50 S.P. Hen. VIII, ii, 51‒7. For relations earlier with Irish chiefs, see Frame, Robin, ‘English officials and Irish chiefs in the fourteenth century’ in E.H.R., xc, no. 357 (1975), pp 748‒77CrossRefGoogle Scholar; for their traditional designation as ‘Irish enemies’, James Lydon, ‘The middle nation’ in idem (ed.), The English in medieval Ireland (Dublin, 1984), pp 10‒22.

51 S.P. Hen. VIII, ii, 51‒7, 60, 62.

52 S.P. Hen. VIII, ii, 57, 64.

53 S.P. Hen. VIII, ii, 34.

54 S.P. Hen. VIII, ii, 62.

55 S.P. Hen. VIII, ii, 63‒70. Because of the ‘auld alliance’, Scottish hostilities against England would normally attract French support.

56 S.P. Hen.

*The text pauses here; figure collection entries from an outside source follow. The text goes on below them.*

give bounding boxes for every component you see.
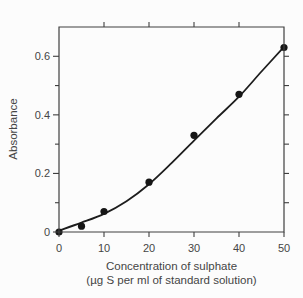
axis-layer bbox=[53, 22, 289, 237]
data-point bbox=[235, 91, 242, 98]
plot-layer bbox=[55, 44, 287, 236]
x-axis-tick-label: 0 bbox=[56, 242, 62, 254]
fit-curve bbox=[59, 47, 284, 231]
y-axis-title: Absorbance bbox=[7, 98, 19, 159]
x-axis-tick-label: 20 bbox=[143, 242, 155, 254]
y-axis-tick-label: 0 bbox=[44, 226, 50, 238]
x-axis-tick-label: 50 bbox=[278, 242, 290, 254]
data-point bbox=[190, 132, 197, 139]
axes-frame bbox=[59, 27, 284, 232]
y-axis-tick-label: 0.4 bbox=[35, 109, 50, 121]
x-axis-tick-label: 40 bbox=[233, 242, 245, 254]
x-axis-tick-label: 30 bbox=[188, 242, 200, 254]
data-point bbox=[78, 223, 85, 230]
x-axis-title-line2: (µg S per ml of standard solution) bbox=[86, 274, 256, 286]
figure: 0102030405000.20.40.6 Absorbance Concent… bbox=[0, 0, 303, 298]
data-point bbox=[145, 179, 152, 186]
data-point bbox=[100, 208, 107, 215]
tick-label-layer: 0102030405000.20.40.6 bbox=[35, 50, 290, 254]
y-axis-tick-label: 0.6 bbox=[35, 50, 50, 62]
x-axis-title-line1: Concentration of sulphate bbox=[106, 260, 237, 272]
x-axis-tick-label: 10 bbox=[98, 242, 110, 254]
y-axis-tick-label: 0.2 bbox=[35, 167, 50, 179]
calibration-chart: 0102030405000.20.40.6 Absorbance Concent… bbox=[0, 0, 303, 298]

VIII, ii, 65‒72; L. & P. Hen. VIII, iii (i), nos. 1170, 1220; Eaves, Henry VIII's Scottish diplomacy, pp 90‒92.

57 S.P. Hen. VIII, ii, 47‒8, 50‒51, 57‒8.

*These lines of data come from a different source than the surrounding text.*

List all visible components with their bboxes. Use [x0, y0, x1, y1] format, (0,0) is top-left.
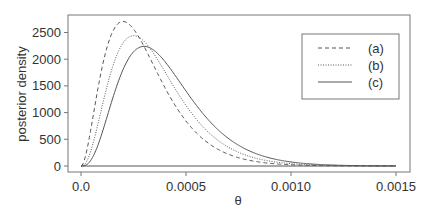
y-axis-label: posterior density — [14, 46, 29, 142]
x-axis-ticks: 0.00.00050.00100.0015 — [72, 172, 416, 194]
x-tick-label: 0.0 — [72, 179, 90, 194]
y-tick-label: 500 — [39, 132, 61, 147]
x-tick-label: 0.0005 — [166, 179, 206, 194]
y-tick-label: 1000 — [32, 105, 61, 120]
x-tick-label: 0.0010 — [271, 179, 311, 194]
legend: (a) (b) (c) — [302, 34, 399, 99]
posterior-density-chart: 05001000150020002500 0.00.00050.00100.00… — [0, 0, 432, 218]
y-tick-label: 2000 — [32, 52, 61, 67]
x-tick-label: 0.0015 — [376, 179, 416, 194]
y-tick-label: 2500 — [32, 25, 61, 40]
legend-label-b: (b) — [368, 58, 384, 73]
legend-label-c: (c) — [368, 75, 383, 90]
y-axis-ticks: 05001000150020002500 — [32, 25, 68, 174]
legend-box — [302, 34, 399, 99]
x-axis-label: θ — [234, 193, 241, 208]
legend-label-a: (a) — [368, 41, 384, 56]
y-tick-label: 0 — [54, 159, 61, 174]
y-tick-label: 1500 — [32, 78, 61, 93]
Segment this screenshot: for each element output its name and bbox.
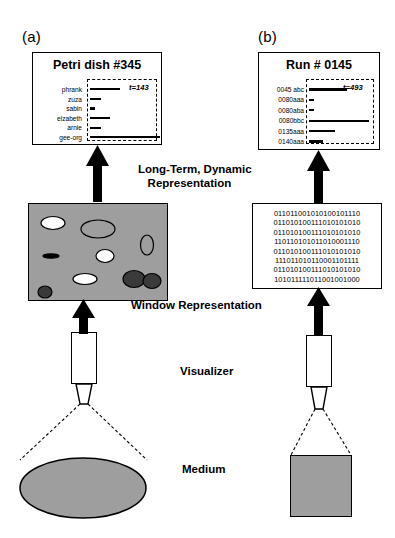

58 S.P. Hen. VIII, ii, 63; L. & P. Hen. VIII, iii (i), nos. 1180, 1182; Stat. Ire., Hen. VII & VIII, pp 116‒23; T.N.A., E 101/248, no. 21.

59 Stat. Ire., i, 60‒62; Stat. Ire., Hen. VII & VIII, pp 116‒23; S.P. Hen. VIII, ii, 49; T.N.A., SP 60/1, f. 76 (L. & P. Hen. VIII, iii (ii), no. 1926); L. & P. Hen. VIII, iv (i), no. 81.

60 S.P. Hen. VIII, ii, 73‒5.

61 S.P. Hen. VIII, ii, 75‒6, 79‒81; Loeber, Rolf, ‘An architectural history of Gaelic castles and settlements, 1370‒1600’ in Duffy, P. J., Edwards, David and Fitzpatrick, Elizabeth (eds.), Gaelic Ireland c.1250‒c.1650: land, lordship and settlement (Dublin, 2001), p. 308Google Scholar.

62 S.P. Hen. VIII, ii, 75‒6, 79‒81, 85.

63 T.C.D., MS 543/2, s.a. 1520; S.P. Hen. VIII, ii, 35‒6, 76, 86; T.N.A., E 101/248, no. 21; Heffernan, David, ‘Robert Cowley's “A discourse of the cause of the evil state of Ireland and of the remedies thereof”, c.1526’ in Anal. Hib., xlviii (2017), p. 23Google Scholar.

64 S.P. Hen. VIII, ii, 84‒7, 96.

65 S.P. Hen. VIII, i, 68‒70, 72‒4, 76, ii, 88‒91; Stat. Ire., i, 60‒62; L. & P. Hen. VIII, iii (ii), nos. 1630, 1646‒7, 1675, 1709, 1762, 1774; T.N.A., SP 1/23, f. 94 (L. & P. Hen. VIII, iii (ii), no. 1685), SP 60/1, f. 79; Miller, Henry VIII and the English nobility, pp 186‒7.

66 S.P. Hen. VIII, ii, 91‒2.

67 S.P. Hen. VIII, ii, 90‒91.

68 T.C.D., MS 543/2, s.a. 1522; Miller, Henry VIII and the English nobility, p. 145.

69 L. & P. Hen. VIII, iv (i), no. 81.